You probably love trimming the tree. Wrapping the presents. Putting out milk and cookies for Santa. Getting up this morning with the happiness of the day. These are The Holidays, after all, and you expect tidings of comfort and joy.
My expectations for The Holidays have traditionally been more complicated than that. Not that I have any reason to actually be in a bad mood about Christmas. I just find the forced merriment aggravating, sometimes excluding and often lonely. Plus I hate to shop.
Bah humbug. There, I said it.
I must confess, however, that this year snuck up on me like a ghost at midnight. I started the season with my usual crisis of cheer but then, well, you might say a bell went off in my head.
It was the day we put up our tree. That morning, I learned my daughter – my only child and Christmas-morning-gift-opening companion for the last 21 years – was leaving for the holidays and that we would have to cancel a trip to Mexico. She needed to work to help pay for the last semester of college and, she confessed, she was still tender about flying after the terrorist attacks in September. So she got on a bus and left.
With her gone, I would be spending Christmas with my longtime boyfriend, Peter, two of his college-age children, and their mother. Psychographically, we look like your average 21st century pre-ex-pro-con-yours-mine-ours American household. A blended family, you might say – although blender is sometimes more what it feels like.

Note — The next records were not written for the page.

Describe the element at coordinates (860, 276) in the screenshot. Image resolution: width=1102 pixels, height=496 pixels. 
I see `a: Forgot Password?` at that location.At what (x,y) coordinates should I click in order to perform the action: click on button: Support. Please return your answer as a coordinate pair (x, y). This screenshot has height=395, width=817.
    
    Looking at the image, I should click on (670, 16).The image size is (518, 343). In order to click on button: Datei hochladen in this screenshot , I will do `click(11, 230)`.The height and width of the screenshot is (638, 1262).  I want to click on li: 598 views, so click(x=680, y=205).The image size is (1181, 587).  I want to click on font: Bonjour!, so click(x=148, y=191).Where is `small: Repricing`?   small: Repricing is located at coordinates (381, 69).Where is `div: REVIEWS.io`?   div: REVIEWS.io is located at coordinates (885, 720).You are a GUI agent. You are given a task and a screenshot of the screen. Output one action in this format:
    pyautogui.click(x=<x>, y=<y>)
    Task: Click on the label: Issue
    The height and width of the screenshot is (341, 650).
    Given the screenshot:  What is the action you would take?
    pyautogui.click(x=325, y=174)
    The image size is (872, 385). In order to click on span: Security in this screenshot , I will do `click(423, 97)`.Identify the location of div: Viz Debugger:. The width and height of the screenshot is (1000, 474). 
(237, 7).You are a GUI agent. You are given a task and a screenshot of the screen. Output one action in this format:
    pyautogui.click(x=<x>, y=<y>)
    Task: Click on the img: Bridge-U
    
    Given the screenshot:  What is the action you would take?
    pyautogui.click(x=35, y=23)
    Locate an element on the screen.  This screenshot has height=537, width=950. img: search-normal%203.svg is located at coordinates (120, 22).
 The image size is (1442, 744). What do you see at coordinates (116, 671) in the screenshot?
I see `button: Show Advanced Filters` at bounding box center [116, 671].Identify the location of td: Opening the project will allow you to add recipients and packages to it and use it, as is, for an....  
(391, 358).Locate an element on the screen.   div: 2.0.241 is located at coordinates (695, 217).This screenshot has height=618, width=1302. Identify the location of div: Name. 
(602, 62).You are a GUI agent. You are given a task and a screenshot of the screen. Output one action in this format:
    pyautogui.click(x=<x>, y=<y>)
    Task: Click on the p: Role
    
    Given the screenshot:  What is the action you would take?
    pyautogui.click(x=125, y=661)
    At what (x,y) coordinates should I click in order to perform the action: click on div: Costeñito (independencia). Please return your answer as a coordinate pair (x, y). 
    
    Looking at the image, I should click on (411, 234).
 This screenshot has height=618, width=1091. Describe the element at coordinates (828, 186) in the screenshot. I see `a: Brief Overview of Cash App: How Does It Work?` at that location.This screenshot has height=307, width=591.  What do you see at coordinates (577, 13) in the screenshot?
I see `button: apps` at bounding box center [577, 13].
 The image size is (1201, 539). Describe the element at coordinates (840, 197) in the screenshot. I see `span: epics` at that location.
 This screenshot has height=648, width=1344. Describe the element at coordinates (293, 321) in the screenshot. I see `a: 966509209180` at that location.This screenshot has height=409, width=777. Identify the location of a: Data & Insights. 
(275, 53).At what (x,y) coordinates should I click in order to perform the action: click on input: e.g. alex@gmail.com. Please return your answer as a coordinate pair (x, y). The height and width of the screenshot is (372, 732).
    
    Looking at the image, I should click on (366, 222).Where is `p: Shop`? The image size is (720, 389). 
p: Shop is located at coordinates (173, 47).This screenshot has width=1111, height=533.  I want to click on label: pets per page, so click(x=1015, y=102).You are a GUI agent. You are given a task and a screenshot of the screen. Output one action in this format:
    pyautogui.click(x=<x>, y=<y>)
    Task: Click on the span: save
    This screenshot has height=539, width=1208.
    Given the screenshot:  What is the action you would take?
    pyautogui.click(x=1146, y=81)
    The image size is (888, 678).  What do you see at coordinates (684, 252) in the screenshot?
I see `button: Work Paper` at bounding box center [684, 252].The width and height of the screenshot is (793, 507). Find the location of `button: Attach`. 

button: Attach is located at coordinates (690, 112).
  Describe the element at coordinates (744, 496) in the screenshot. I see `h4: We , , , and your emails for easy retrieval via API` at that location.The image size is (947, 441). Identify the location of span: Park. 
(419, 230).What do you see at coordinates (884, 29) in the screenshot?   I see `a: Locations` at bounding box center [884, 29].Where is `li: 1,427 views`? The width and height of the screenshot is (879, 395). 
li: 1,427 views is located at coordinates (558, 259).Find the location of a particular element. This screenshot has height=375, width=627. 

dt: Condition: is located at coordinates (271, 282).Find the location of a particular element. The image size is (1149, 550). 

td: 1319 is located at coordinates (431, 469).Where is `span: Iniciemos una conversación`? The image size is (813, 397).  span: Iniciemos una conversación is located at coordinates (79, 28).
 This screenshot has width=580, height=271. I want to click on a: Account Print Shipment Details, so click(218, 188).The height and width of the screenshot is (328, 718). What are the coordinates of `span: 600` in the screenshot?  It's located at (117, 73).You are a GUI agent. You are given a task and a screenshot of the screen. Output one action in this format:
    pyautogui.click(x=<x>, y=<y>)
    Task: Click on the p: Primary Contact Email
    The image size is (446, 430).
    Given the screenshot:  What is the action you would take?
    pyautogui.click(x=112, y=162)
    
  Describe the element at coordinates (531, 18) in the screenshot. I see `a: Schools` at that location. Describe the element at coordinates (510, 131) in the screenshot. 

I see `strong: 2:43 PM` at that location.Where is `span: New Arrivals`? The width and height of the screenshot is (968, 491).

The point is, this was not sounding like the most promising holiday plan I’ve ever had.
Let me add to this that my late mother’s birthday is in December, and I found myself aching to place my head on her shoulder and say, “Ma, tell me about life.”
This was my frame of mind while I was decorating the back yard of Peter’s house, putting up lights for his family and longing for mine. I was deep in this self-pity when I heard the bells ringing at a nearby church. They ring every hour of every day, but I have become so accustomed to the sound that it long ago fell into the domain of background clamor.
Yet this day, the bells caught my attention because, quite astonishingly, they reminded me of “A Christmas Carol,” Charles Dickens’ classic story of the night Ebenezer Scrooge is transformed from a squeezing, wrenching, grasping, scraping, clutching, covetous old sinner into a good man. I’ve seen more than 30 productions of this tale – in fact, my daughter performed in it many years ago. I can practically recite the words that tell of Mr. Scrooge and Old Marley, who is dead as a doornail, and the travels with ghosts. Ghosts, I might add, who are announced by chimes.
This story is beloved to me and I don’t mind confessing that Mr. Scrooge is one of my most cherished heroes in all English literature.
So when these bells rang in the back yard that day, I was stunned by the depth of the echo in my ears. Somehow, it seemed louder, more primal to me this time, and those clangs vibrated in my heart. “It swung so softly at the outset that it scarcely made a sound,” writes Dickens of the first bell Scrooge hears that fateful night. “But soon it rang out loudly.” As I recalled these lines, a small chill ran through me. Then, as if in a dream, I was whisked back to all the bells of Christmases past and present.
Workers standing in the cold and ringing bells for donations to the Salvation Army. George Bailey holding his daughter at the end of “It’s A Wonderful Life” and a bell on the Christmas tree jingling as Clarence, the angel, gets his wings in heaven. The Grinch hearing the Whos down in Whoville singing joyfully despite his pilfering of their gifts the night before. My mother waving a chain of bells from the back porch of our family home in Washington five years ago when my daughter and I arrived for what would turn out to be our last Christmas with her. And a tiny bell ornament that hung on all the Christmas trees of my childhood.
These bells transported me, I tell you.
Suddenly, I felt as light as a feather, and it seemed easy to support my daughter in her venture and to feel generously toward Peter and his family. I would endeavor, I promised, to be a person of cheer. Or at least to do my best.
Good bells and good stories do that.
To you today, I say, consider the bells. On sleighs, in carols, from the twin steeples of Columbia Street Baptist Church in Bangor. Doorbells, altar bells, phone bells, the bell on the alarm that awakes you in the middle of the night to put out gifts for the little ones.
These are the heralds of the season, the ones that stop us in self-pity, in self-centeredness and even in national mourning and fear to greet the moment with an awareness of our blessings.
Listen to the bells today. Let them encourage your heart as they did mine. Let their tintinnabulation remind you of all that is good in the world, all that is good in yourself. Turn to the people around you – whatever kind of family you have – and let the bells of season, the ones of charity and grace, ring from you.
Remember Scrooge who, on Christmas morning heard, as if for the first time, the lusty peals of church bells, “Clash, clash, hammer; ding, dong, bell! Bell, dong, ding; hammer, clang, clash! Oh, glorious, glorious!”
Allow me the presumptuous but heartfelt mission of speaking on behalf of my old friends, Mr. Scrooge, Mr. Grinch and George Bailey: “God Bless Us, Every One!”